The book borrows from several strands of myth, though Chabon intertwines them freely so that there is no clear-cut derivation. The wise ferishers are stand-ins for Native Americans. Ragged Rock seems an awful lot like Ragnarok in Norse mythology, a final world battle between gods and giants. Mr. Feld’s flying car, Skidbladnir, is also of Scandinavian design — it‘s a modified Saab. The mischievous Coyote seems a stand-in for the Norse god Loki, though he could represent the Native American trickster — or both. Still, the story is most of all a tale of discovery. New allies, opponents and confrontations are constantly introduced, then resolved one by one. Summerland thus unfolds a bit like a video game, as Ethan and company scamper between worlds with the rapidity of Super Mario tackling new levels of the Nintendo franchise.

The real magic here, however, is Chabon’s facility for enlisting less-than-obvious ways of storytelling, methods that borrow neither from myth nor from the entertainment culture: How many books for young adults introduce not just moral, but philosophical, dilemmas? Now and again, the narrator pops out like the Stage Manager in Our Town to convey The Message, or just to say hello — occasional breaks in the plot that will chill even the most jaded reader to the bone. As we near the story‘s climax, for example, Ethan is confronted by La Llorona, a demon that’s taken the shape of his dead mother. The boy experiences an early bout of existential dread:

And in that moment he felt — for the first time that optimistic and cheerful boy allowed himself to feel — how badly made life was, how flawed. No matter how richly furnished you made it, with all the noise and variety of Something, Nothing always found a way in, seeped through the cracks and patches. Mr. Feld was right; life was like baseball, filled with loss and error, with bad hops and wild pitches, a game in which even champions lost almost as often as they won, and even the best hitters were put out seventy percent of the time. Coyote was right to want to wipe it out, to call the whole sad thing on account of darkness.

That‘s not exactly your average young-adult-reader material.

Through much of Summerland there is a sense that Chabon is so intent on world building that his considerable talent for plotting has given way to brainstorming. In this way, the book sometimes reads too much like those stories improvised over several hundred sleepy nights, or like the ballooning 2,600-page manuscript Grady Tripp chips away at in Wonder Boys. As Chabon piles on the characters in Summerland, I got the feeling that I was watching ESPN’s broadcast of the National Football League‘s draft day. There are too many werebeings and ferishers and giants to keep track of.

Then again, I may be less in need of an author planting the seeds of a new world in my head. Most kids don’t have that problem. They will likely be transported by Summerland in a way that Chabon describes early on:

In a book or a movie, when strange things begin to happen, somebody will often say, ”I must be dreaming.“ But in dreams nothing is strange.

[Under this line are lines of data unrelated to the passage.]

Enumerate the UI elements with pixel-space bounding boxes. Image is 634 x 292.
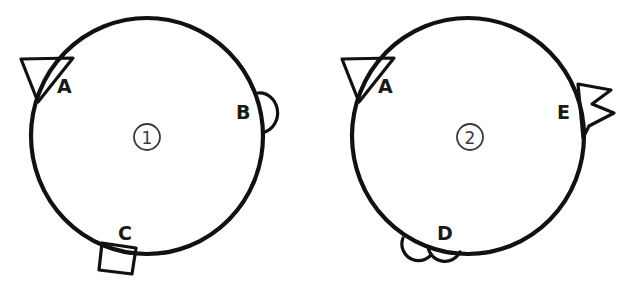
label-a-1: A [57, 75, 72, 97]
diagram-1: 1 A B C [21, 18, 278, 274]
label-b-1: B [236, 101, 250, 123]
label-c-1: C [118, 222, 132, 244]
label-d-2: D [437, 222, 453, 244]
index-badge-1: 1 [134, 124, 160, 150]
index-number-1: 1 [142, 128, 153, 148]
diagram-canvas: 1 A B C [0, 0, 634, 292]
label-e-2: E [557, 101, 570, 123]
diagram-2: 2 A E D [342, 18, 614, 261]
index-number-2: 2 [465, 128, 476, 148]
index-badge-2: 2 [457, 124, 483, 150]
label-a-2: A [378, 75, 393, 97]
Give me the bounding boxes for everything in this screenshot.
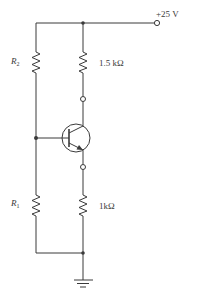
r1-label-sub: 1 xyxy=(17,203,20,209)
r1-label: R1 xyxy=(11,199,20,209)
rc-resistor-icon xyxy=(79,52,87,73)
emitter-terminal xyxy=(81,165,86,170)
supply-terminal xyxy=(154,20,159,25)
ground-icon xyxy=(74,280,93,287)
re-label: 1kΩ xyxy=(99,202,115,211)
r1-resistor-icon xyxy=(32,195,40,216)
supply-label: +25 V xyxy=(156,10,179,19)
re-resistor-icon xyxy=(79,195,87,216)
collector-terminal xyxy=(81,97,86,102)
r2-resistor-icon xyxy=(32,52,40,73)
circuit-schematic xyxy=(0,0,201,297)
r2-label: R2 xyxy=(11,57,20,67)
r2-label-sub: 2 xyxy=(17,61,20,67)
rc-label: 1.5 kΩ xyxy=(99,59,124,68)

Ethan thought that he might be dreaming not because a nude werefox had shown up making wild claims and smoking a pipe that was definitely not filled with tobacco, but because none of these things struck him as particularly unexpected or odd.

At its best, that is what this book is like. And that is what will happen, if you let it.

SUMMERLAND: A Novel | By MICHAEL CHABON | Miramax BooksHyperion | 492 pages | $22.95 hardcover

Advertising disclosure: We may receive compensation for some of the links in our stories. Thank you for supporting LA Weekly and our advertisers.